News briefs 03/27
Mar 27, 2017
Annual Sigal Lecture to feature renowned interfaith activist
This year’s Sigal Lecture, taking place Thursday, March 30, at 7 p.m. in the DeVos Center Loosemore Auditorium, will feature Simran Jeet Singh, a professor of religion at Trinity University and a senior religious fellow with the Sikh Coalition. Singh will be speaking on Islamophobia, the radicalization of religious identities and hate crimes.
Singh will be holding an afternoon worship session on Grand Valley State University’s Allendale Campus prior to his lecture at the DeVos Center. For more information on the worship session, contact Katie Gordon, program manager at the Kaufman Interfaith Institute, at [email protected].
This event is LIB 100/201 approved.
2017 Mosaic Lecture to feature UM professor, Native American mathematician
The 2017 Mosaic Lecture will be given by Robert Megginson, an Alfred F. Thurnau professor at the University of Michigan, Wednesday, March 29, at 7:30 p.m. in Grand Valley State University’s Manitou Hall, Room 122. He will be focusing on the mathematical and counting system used by Native Americans and the historical and cultural issues this system has faced.
The Mosaic Lecture series is a celebration of different cultures and societies and the contributions they have made to the field of mathematics. Following Megginson’s lecture, there will be a dessert reception. This event is LIB 100/201 approved.
GV named ‘Voter Friendly Campus’
Grand Valley State University has recently received the “Voter Friendly Campus” designation from the Campus Vote Project and the National Association of Student Personnel Administrators. GVSU is one of 83 universities across the country to receive the award.
The award is given to universities that planned and administered practices on their campuses that encouraged voter participation among students and helped students to register to vote in the 2016 general election. During the fall of 2016, GVSU held about 16 voter drives in an effort to register students and broke the record for the university with the most registration applications submitted in a single day at the secretary of state mobile unit.
Talk to focus on Spanish women traversing Atlantic in 18th century
Author Allyson Poska will be speaking about her newest book, “Reconsidering the Spanish Atlantic: How Women’s Lives Reframe Spain’s Early Modern Empire,” Monday, March 27, at 4 p.m. in Grand Valley State University’s Holton-Hooker Learning and Living Center Multipurpose Room.
In addition to being an author, Poska is a history professor and the director of women and gender studies at the University of Mary Washington.
Her book talks about a Spanish plan that recruited poor women and their families to settle a colony in Patagonia, a region of Argentina. The book focuses on the women’s journey across the Atlantic and the hardships they ran into while on the ocean.
Poska will be speaking on the book and the role of women during imperialism in 18th-century Europe. This event is LIB 100/201 approved.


Problem – Below are some entries; can you quote all of them exactly?

Referring expression grounding data –
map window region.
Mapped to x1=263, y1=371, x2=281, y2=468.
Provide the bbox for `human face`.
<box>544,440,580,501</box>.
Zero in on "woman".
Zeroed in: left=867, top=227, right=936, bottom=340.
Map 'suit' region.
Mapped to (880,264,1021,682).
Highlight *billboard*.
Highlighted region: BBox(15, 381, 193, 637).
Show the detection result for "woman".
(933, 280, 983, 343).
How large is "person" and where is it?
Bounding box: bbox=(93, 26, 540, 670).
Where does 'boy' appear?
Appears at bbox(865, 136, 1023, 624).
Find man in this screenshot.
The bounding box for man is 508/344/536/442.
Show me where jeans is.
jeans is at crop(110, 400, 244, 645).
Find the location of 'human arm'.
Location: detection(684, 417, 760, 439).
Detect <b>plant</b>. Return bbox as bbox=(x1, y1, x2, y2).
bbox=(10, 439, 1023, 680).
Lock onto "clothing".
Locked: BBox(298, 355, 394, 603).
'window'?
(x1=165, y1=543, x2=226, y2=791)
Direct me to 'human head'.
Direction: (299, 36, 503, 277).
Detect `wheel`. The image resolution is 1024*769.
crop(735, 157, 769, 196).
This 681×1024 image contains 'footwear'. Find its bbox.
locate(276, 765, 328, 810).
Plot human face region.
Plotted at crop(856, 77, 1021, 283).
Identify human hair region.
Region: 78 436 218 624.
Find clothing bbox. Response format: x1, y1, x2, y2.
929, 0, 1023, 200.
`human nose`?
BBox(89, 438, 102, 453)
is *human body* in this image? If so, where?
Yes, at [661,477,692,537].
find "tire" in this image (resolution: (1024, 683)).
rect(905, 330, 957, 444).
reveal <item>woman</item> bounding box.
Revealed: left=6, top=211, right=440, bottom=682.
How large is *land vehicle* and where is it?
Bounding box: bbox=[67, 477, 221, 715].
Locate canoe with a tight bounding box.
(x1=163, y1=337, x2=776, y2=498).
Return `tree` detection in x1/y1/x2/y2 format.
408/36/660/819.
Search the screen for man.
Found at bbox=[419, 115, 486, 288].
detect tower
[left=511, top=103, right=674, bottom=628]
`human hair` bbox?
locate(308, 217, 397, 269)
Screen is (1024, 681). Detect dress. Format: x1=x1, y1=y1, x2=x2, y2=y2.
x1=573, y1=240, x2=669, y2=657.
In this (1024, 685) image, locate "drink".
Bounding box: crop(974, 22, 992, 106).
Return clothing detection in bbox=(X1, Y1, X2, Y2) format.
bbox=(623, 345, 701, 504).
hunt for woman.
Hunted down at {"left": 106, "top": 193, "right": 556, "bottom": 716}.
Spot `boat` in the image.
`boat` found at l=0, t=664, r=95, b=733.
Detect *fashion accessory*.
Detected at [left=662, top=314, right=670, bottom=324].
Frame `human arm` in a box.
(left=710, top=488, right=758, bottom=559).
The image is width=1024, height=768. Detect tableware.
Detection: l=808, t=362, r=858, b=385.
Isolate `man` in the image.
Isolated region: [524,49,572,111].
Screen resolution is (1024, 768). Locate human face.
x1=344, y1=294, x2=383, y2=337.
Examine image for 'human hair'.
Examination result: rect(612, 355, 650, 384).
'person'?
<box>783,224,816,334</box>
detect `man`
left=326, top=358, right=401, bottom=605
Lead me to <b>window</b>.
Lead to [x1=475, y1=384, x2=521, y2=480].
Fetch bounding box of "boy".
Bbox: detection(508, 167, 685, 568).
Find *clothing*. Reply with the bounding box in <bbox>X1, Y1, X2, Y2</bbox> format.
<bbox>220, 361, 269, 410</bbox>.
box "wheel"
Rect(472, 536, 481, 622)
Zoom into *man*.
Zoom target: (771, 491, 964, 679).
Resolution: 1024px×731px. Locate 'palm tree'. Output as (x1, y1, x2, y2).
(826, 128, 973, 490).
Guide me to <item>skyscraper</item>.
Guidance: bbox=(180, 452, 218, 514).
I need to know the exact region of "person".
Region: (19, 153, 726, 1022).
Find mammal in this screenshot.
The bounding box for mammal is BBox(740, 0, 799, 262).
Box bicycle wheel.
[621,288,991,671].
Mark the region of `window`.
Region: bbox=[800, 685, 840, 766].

Answer box –
map window region.
Mapped to x1=263, y1=371, x2=281, y2=468.
Provide the bbox for `human face`.
<box>544,440,580,501</box>.
Zero in on "woman".
Zeroed in: left=867, top=227, right=936, bottom=340.
Map 'suit' region.
Mapped to (880,264,1021,682).
Highlight *billboard*.
Highlighted region: BBox(15, 381, 193, 637).
Show the detection result for "woman".
(933, 280, 983, 343).
How large is "person" and where is it?
Bounding box: bbox=(93, 26, 540, 670).
Where does 'boy' appear?
Appears at bbox(865, 136, 1023, 624).
Find man in this screenshot.
The bounding box for man is 508/344/536/442.
Show me where jeans is.
jeans is at crop(110, 400, 244, 645).
Find the location of 'human arm'.
Location: detection(684, 417, 760, 439).
Detect <b>plant</b>. Return bbox as bbox=(x1, y1, x2, y2).
bbox=(10, 439, 1023, 680).
Lock onto "clothing".
Locked: BBox(298, 355, 394, 603).
'window'?
(x1=165, y1=543, x2=226, y2=791)
Direct me to 'human head'.
Direction: (299, 36, 503, 277).
Detect `wheel`. The image resolution is 1024*769.
crop(735, 157, 769, 196).
This 681×1024 image contains 'footwear'. Find its bbox.
locate(276, 765, 328, 810).
Plot human face region.
Plotted at crop(856, 77, 1021, 283).
Identify human hair region.
Region: 78 436 218 624.
Find clothing bbox. Response format: x1, y1, x2, y2.
929, 0, 1023, 200.
`human nose`?
BBox(89, 438, 102, 453)
is *human body* in this image? If so, where?
Yes, at [661,477,692,537].
find "tire" in this image (resolution: (1024, 683)).
rect(905, 330, 957, 444).
reveal <item>woman</item> bounding box.
Revealed: left=6, top=211, right=440, bottom=682.
How large is *land vehicle* and where is it?
Bounding box: bbox=[67, 477, 221, 715].
Locate canoe with a tight bounding box.
(x1=163, y1=337, x2=776, y2=498).
Return `tree` detection in x1/y1/x2/y2 format.
408/36/660/819.
Search the screen for man.
Found at bbox=[419, 115, 486, 288].
detect tower
[left=511, top=103, right=674, bottom=628]
`human hair` bbox?
locate(308, 217, 397, 269)
Screen is (1024, 681). Detect dress. Format: x1=x1, y1=y1, x2=x2, y2=y2.
x1=573, y1=240, x2=669, y2=657.
In this (1024, 685) image, locate "drink".
Bounding box: crop(974, 22, 992, 106).
Return clothing detection in bbox=(X1, Y1, X2, Y2) format.
bbox=(623, 345, 701, 504).
hunt for woman.
Hunted down at {"left": 106, "top": 193, "right": 556, "bottom": 716}.
Spot `boat` in the image.
`boat` found at l=0, t=664, r=95, b=733.
Detect *fashion accessory*.
Detected at [left=662, top=314, right=670, bottom=324].
Frame `human arm` in a box.
(left=710, top=488, right=758, bottom=559).
The image is width=1024, height=768. Detect tableware.
Detection: l=808, t=362, r=858, b=385.
Isolate `man` in the image.
Isolated region: [524,49,572,111].
Screen resolution is (1024, 768). Locate human face.
x1=344, y1=294, x2=383, y2=337.
Examine image for 'human hair'.
Examination result: rect(612, 355, 650, 384).
'person'?
<box>783,224,816,334</box>
detect `man`
left=326, top=358, right=401, bottom=605
Lead me to <b>window</b>.
Lead to [x1=475, y1=384, x2=521, y2=480].
Fetch bounding box of "boy".
Bbox: detection(508, 167, 685, 568).
Find *clothing*. Reply with the bounding box in <bbox>X1, Y1, X2, Y2</bbox> format.
<bbox>220, 361, 269, 410</bbox>.
box "wheel"
Rect(472, 536, 481, 622)
Zoom into *man*.
Zoom target: (771, 491, 964, 679).
Resolution: 1024px×731px. Locate 'palm tree'. Output as (x1, y1, x2, y2).
(826, 128, 973, 490).
Guide me to <item>skyscraper</item>.
Guidance: bbox=(180, 452, 218, 514).
I need to know the exact region of "person".
Region: (19, 153, 726, 1022).
Find mammal in this screenshot.
The bounding box for mammal is BBox(740, 0, 799, 262).
Box bicycle wheel.
[621,288,991,671].
Mark the region of `window`.
Region: bbox=[800, 685, 840, 766].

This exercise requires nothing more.